"This collection of eye-filling illustrations is certain to delight
naturalists of all ages."
--back cover of Botanical Gardens Coloring Book

Botanical Gardens Coloring Book


DOT BARLOWE

Dover Publications, Inc.
1997
Ever wonder whether anyone actually colors the detailed line drawings in the Dover Coloring Book Series? Kids could never stay in the lines. Teens would think it's stupid to try. That leaves adults who have just bought an expensive set of colored pencils and are eager to try them out.

Whatever the audience, Dover publishes over 280 coloring books on topics that include A Soldier's Life in the Civil War and Muscle Cars: 1960 to 75. There's even a coloring book called Audubon's Birds of America for any one who wants to try to out Audubon Audubon

I recently heard an interview with Fred Rogers: " Mr. Rogers." He talks slowly -- slowly enough to allow me to latch on to and to think about what he has to say. Dover Coloring Books are like that. They slow me down. Even if I never color the book my wife bought me for Christmas, my eyes force my mind to slow down to catch the black and white lines woven into intricate detail that would be missed in a color picture. If I ever decide to color a page, I think that by laboring over the detail I would develop an indelible mental picture of that place or setting.

The Botanical Gardens Coloring Book by Dot Barolow, an illustrator whose passion is to teach children to draw animals and plants, is a collection of illustrations of 39 much-visited gardens in the United States and Canada. Strictly speaking, not all of them are Botanical Gardens as the cover advertises, but all of them do have botanic or historic interest.

All of the biggest names in botanical gardens and arboretums are here: the New York Botanical Garden in the Bronx, the Morton Arboretum in Illinois, the Missouri Botanical Garden in St. Louis, the Fairfield Tropical Gardens in Florida, the Arnold Arboretum in Massachusetts, the Chicago Botanical Gardens, the Marie Selby Botanical Gardens in Sarasota, the Strybing Arboretum in San Francisco, and the Botanical Gardens of Montreal.

Historic Bartram GardenAdded to those are the spectacular display gardens at Longwood Gardens outside Philadelphia, Winterhur Gardens in Delaware, the renewed gardens and landscaping at Monticello, and the gardens at Colonial Williamsburg. New to me were the Green Animals topiary garden in Portsmouth, Rhode Island, and the Historic Bartram's Garden in Philadephia. The Dover Coloring Book calls the Bartram Garden America's oldest botanical garden. John Bartram's grand ambition was to document all the native flora in New World. His garden has many of the plants he brought back with him from his botanical expeditions in the American colonies. Bartram is best know for discovering and saving from extinction a rare tree that he named Franklinia alatamaha in honor of his friend Benjamin Franklin.

Each of the garden illustrations is captioned -- if a long descriptive paragraph could be called a caption. The paragraph begins with some tourist's highlights of that garden. Then it goes on to give gentle hints for how to color any flower, bird, or insect that may be unfamiliar.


What you are asked to do:
Every line of the data below should be repeated exactly, and no picture should be copied.
BEGIN Records shown
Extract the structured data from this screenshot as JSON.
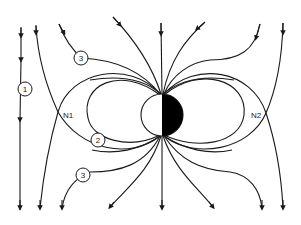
{
  "diagram": {
    "title": "",
    "colors": {
      "line": "#1a1a1a",
      "background": "#ffffff",
      "sphere_dark": "#000000",
      "sphere_light": "#ffffff"
    },
    "labels": {
      "line_1": "1",
      "line_2": "2",
      "line_3_top": "3",
      "line_3_bottom": "3",
      "neutral_point_left": "N1",
      "neutral_point_right": "N2"
    },
    "sphere": {
      "cx": 162,
      "cy": 115,
      "r": 21,
      "left_half": "white",
      "right_half": "black"
    },
    "arrow_direction": "downward"
  }
}
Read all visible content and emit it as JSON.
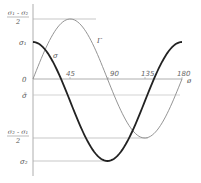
END Records shown
Solution for this task:
Extract the structured data from this screenshot as JSON.
{
  "diagram": {
    "title": "",
    "colors": {
      "line": "#1a1a1a",
      "background": "#ffffff",
      "sphere_dark": "#000000",
      "sphere_light": "#ffffff"
    },
    "labels": {
      "line_1": "1",
      "line_2": "2",
      "line_3_top": "3",
      "line_3_bottom": "3",
      "neutral_point_left": "N1",
      "neutral_point_right": "N2"
    },
    "sphere": {
      "cx": 162,
      "cy": 115,
      "r": 21,
      "left_half": "white",
      "right_half": "black"
    },
    "arrow_direction": "downward"
  }
}
Read all visible content and emit it as JSON.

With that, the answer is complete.